US tensions heighten need for improved crisis management, says Chinese adviser

US tensions heighten need for improved crisis management, says Chinese adviser

She says both countries also need to update their code of behaviour at close encounters.

Chinese Communist Party foreign affairs officials depart the ballroom from the closed-door morning session talks in Anchorage yesterday. (AP pic)
BEIJING:
The failure of this week’s US-China meeting to build strategic trust has heightened the need for Beijing and Washington to improve crisis management regime, a senior Chinese military scholar and adviser told a Beijing forum today.

After a fiery start, US and Chinese officials concluded on Friday what Washington called “tough and direct” talks in Alaska, which laid bare the depth of tensions between the world’s two largest economies at the outset of the Biden administration.

“Now that we cannot depend on strategic trust, as shown by the ongoing Anchorage meeting, to avoid crisis, we have to improve our crisis management regime, including updating the code of behaviour at close encounters,” said General Yao Yunzhu.

Yao is director emeritus of the Centre on China-America Defence Relations under the Academy of Military Sciences, an official think tank of the People’s Liberation Army.

Speaking at the China Development Forum to an international audience of business and policy leaders, she also said that both countries should agree on a more extensive concept for strategic stability than what the US and Soviet Union had during the Cold War, which had been based on capability to mutually destroy each other using nuclear weapons.

China and US should also work together to set standards for whether emerging technologies such as space, cyber and artificial intelligence should be used, or how they can be used, by the military, Yao said.

Excluding each other from this standard setting process will bring about ‘grave consequences”, she warned.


#### [Task brief]
Search the entries below for the word "Unit" and copy each line that has it.

#### [Data for this task]
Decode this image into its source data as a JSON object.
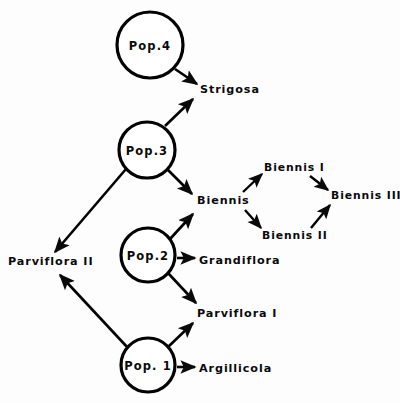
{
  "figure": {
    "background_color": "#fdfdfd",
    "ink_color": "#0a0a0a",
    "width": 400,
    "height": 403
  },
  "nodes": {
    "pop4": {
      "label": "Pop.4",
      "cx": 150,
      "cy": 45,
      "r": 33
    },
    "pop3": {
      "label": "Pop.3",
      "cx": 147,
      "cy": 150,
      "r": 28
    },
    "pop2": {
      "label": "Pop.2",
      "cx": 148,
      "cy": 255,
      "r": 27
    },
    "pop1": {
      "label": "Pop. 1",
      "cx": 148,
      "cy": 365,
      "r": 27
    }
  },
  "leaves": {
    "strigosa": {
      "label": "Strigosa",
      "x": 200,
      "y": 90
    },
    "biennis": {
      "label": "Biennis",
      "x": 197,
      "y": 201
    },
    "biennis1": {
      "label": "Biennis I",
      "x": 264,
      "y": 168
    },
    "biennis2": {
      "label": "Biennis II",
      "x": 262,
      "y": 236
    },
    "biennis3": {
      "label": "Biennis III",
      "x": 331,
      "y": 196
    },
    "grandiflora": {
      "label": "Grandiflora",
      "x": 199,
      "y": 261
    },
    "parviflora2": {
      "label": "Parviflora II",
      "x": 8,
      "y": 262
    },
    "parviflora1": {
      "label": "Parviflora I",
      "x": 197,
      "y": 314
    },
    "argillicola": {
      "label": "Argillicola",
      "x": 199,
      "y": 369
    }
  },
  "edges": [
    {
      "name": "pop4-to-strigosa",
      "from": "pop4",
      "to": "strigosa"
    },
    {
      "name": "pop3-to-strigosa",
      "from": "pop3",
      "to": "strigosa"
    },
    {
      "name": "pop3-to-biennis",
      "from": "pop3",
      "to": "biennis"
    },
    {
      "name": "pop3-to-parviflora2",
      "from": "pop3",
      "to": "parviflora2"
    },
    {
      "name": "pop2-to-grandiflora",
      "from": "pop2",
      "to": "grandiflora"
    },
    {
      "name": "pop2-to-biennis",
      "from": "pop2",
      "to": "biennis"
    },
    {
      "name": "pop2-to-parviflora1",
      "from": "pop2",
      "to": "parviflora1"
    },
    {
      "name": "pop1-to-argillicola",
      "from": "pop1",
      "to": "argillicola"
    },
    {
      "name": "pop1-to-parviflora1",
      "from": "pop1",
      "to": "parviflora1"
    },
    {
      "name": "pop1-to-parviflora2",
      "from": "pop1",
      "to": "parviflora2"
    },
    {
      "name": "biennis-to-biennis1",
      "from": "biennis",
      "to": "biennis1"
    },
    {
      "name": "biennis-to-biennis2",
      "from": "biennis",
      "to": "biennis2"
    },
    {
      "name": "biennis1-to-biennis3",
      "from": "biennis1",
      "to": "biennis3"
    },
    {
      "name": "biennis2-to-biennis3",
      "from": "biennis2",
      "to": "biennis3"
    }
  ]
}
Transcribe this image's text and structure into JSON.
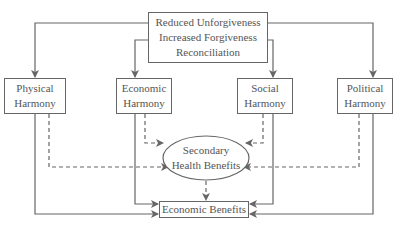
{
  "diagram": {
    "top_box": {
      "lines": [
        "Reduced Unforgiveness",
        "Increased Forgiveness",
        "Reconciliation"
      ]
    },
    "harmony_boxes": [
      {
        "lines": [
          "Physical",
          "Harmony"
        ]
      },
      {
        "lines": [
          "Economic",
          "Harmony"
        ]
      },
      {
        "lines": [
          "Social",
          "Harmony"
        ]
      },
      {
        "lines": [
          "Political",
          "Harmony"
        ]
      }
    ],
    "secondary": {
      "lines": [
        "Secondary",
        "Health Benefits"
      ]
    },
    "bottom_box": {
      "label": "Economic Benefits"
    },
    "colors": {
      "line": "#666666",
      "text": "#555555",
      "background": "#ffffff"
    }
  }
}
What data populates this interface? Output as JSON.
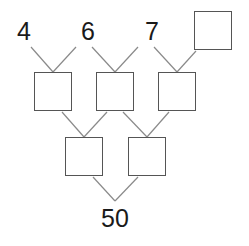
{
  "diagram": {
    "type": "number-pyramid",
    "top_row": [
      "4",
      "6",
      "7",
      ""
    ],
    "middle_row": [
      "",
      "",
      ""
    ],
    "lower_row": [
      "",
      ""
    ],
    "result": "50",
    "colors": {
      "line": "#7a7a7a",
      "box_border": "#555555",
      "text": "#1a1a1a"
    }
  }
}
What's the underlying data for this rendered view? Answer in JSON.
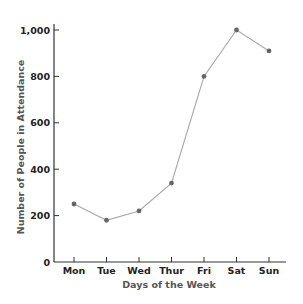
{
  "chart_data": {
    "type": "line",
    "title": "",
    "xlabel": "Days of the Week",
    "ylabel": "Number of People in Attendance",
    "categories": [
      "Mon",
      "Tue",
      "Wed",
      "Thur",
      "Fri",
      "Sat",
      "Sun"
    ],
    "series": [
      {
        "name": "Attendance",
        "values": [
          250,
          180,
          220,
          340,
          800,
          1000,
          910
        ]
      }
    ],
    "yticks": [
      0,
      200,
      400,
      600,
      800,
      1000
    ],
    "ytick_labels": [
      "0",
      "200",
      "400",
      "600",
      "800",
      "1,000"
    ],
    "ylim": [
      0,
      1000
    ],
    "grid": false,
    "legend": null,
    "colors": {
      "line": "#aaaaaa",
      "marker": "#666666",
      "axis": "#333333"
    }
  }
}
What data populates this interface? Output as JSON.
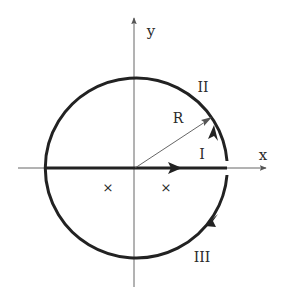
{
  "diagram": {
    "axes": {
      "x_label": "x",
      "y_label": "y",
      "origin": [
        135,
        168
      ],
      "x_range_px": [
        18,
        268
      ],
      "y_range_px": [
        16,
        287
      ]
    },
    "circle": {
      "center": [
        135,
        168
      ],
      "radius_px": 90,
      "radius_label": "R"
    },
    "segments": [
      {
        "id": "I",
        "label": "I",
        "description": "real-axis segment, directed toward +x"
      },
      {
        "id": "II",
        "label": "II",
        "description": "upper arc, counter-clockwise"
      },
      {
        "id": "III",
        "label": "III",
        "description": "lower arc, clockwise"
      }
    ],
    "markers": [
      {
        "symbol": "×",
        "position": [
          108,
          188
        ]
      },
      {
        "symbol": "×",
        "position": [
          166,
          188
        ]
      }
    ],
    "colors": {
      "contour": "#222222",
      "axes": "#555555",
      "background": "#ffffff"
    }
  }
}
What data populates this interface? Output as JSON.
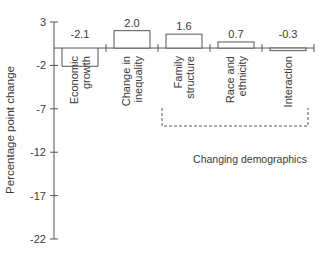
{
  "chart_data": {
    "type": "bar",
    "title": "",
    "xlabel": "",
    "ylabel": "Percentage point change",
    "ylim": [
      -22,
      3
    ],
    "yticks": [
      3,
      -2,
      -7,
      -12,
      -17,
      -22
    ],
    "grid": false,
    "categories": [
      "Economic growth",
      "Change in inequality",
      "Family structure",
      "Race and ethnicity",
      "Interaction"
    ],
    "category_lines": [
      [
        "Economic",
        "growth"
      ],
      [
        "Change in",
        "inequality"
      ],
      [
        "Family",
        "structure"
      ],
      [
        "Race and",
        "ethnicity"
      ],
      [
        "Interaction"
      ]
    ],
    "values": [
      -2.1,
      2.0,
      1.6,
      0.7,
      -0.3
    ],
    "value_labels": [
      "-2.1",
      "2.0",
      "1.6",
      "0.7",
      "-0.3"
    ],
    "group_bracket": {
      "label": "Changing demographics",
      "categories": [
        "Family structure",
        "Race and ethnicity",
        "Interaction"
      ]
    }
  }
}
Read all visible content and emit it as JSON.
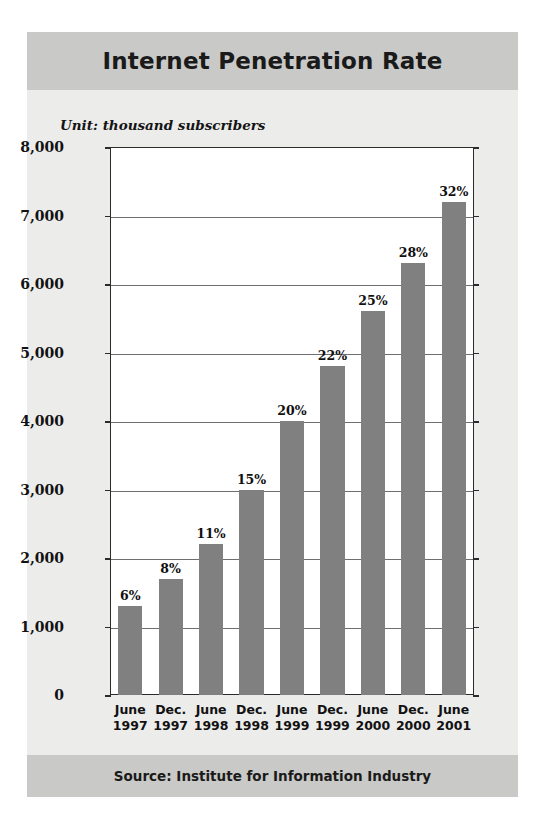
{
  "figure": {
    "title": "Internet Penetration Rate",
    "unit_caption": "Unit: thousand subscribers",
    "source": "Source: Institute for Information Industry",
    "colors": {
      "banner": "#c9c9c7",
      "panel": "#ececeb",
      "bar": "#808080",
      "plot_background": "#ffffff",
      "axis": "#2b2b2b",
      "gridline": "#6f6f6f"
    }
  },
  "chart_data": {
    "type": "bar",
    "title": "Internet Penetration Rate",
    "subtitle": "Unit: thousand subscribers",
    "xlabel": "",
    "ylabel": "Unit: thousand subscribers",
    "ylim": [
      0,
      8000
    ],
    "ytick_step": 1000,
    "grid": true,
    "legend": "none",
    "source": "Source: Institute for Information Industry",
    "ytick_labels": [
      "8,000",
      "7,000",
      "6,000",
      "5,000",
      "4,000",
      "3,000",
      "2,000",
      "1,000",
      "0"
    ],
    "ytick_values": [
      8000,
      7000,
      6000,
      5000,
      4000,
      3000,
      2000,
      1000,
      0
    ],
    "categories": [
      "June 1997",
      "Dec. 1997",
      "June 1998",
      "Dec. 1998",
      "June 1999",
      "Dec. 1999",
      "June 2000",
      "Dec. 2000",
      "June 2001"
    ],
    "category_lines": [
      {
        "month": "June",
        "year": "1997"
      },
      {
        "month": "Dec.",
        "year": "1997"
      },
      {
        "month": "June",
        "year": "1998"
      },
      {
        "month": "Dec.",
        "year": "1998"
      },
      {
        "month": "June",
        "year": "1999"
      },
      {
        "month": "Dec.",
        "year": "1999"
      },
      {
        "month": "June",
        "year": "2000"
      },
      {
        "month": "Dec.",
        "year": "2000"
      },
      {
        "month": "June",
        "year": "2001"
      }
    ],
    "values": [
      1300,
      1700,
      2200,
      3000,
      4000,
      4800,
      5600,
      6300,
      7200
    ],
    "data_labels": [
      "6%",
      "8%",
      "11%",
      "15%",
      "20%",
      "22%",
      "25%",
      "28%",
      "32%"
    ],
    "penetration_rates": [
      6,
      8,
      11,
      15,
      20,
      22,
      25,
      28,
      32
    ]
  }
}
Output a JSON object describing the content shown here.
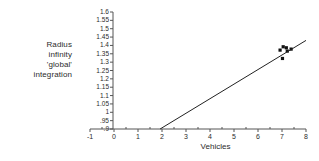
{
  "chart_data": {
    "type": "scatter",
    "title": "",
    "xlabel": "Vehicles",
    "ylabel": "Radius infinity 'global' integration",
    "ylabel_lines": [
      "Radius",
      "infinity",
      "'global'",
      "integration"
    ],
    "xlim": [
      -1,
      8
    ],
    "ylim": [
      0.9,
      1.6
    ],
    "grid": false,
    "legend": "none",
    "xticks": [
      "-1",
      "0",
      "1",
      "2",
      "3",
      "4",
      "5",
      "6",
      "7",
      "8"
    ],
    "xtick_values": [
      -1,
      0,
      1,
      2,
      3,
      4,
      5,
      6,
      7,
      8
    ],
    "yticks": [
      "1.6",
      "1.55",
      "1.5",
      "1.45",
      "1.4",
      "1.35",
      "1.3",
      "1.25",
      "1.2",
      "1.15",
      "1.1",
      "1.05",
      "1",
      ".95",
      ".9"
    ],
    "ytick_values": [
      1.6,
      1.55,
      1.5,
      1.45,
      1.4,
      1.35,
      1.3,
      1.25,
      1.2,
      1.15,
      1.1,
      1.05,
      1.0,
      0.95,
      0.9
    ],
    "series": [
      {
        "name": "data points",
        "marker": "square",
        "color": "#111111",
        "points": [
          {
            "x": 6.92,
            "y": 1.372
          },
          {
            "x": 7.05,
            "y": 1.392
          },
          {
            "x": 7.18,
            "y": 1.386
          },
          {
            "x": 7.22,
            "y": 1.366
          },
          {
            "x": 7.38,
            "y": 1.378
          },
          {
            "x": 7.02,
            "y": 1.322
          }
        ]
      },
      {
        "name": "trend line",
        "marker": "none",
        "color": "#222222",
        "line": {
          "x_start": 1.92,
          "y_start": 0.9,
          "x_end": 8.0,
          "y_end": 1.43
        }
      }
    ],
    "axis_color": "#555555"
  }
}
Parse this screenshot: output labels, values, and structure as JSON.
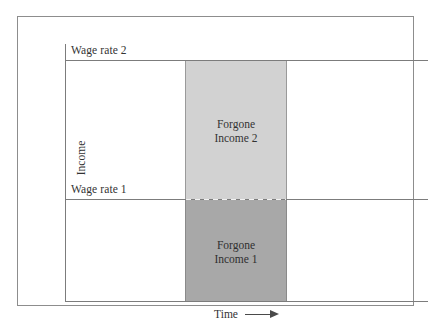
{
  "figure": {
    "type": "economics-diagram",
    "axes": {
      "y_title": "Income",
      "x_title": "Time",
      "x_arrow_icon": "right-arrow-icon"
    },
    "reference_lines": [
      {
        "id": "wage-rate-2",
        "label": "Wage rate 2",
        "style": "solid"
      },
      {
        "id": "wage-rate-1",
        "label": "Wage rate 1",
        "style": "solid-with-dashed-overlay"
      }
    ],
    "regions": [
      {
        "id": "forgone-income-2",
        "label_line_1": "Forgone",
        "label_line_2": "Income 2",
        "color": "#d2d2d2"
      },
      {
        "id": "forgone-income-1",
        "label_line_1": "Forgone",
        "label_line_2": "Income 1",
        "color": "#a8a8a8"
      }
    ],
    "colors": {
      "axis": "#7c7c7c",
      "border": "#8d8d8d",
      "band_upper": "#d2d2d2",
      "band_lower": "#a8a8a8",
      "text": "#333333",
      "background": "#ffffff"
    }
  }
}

#### [Expected answer]
    "unit_caption": "Unit: thousand subscribers",
    "subtitle": "Unit: thousand subscribers",
    "ylabel": "Unit: thousand subscribers",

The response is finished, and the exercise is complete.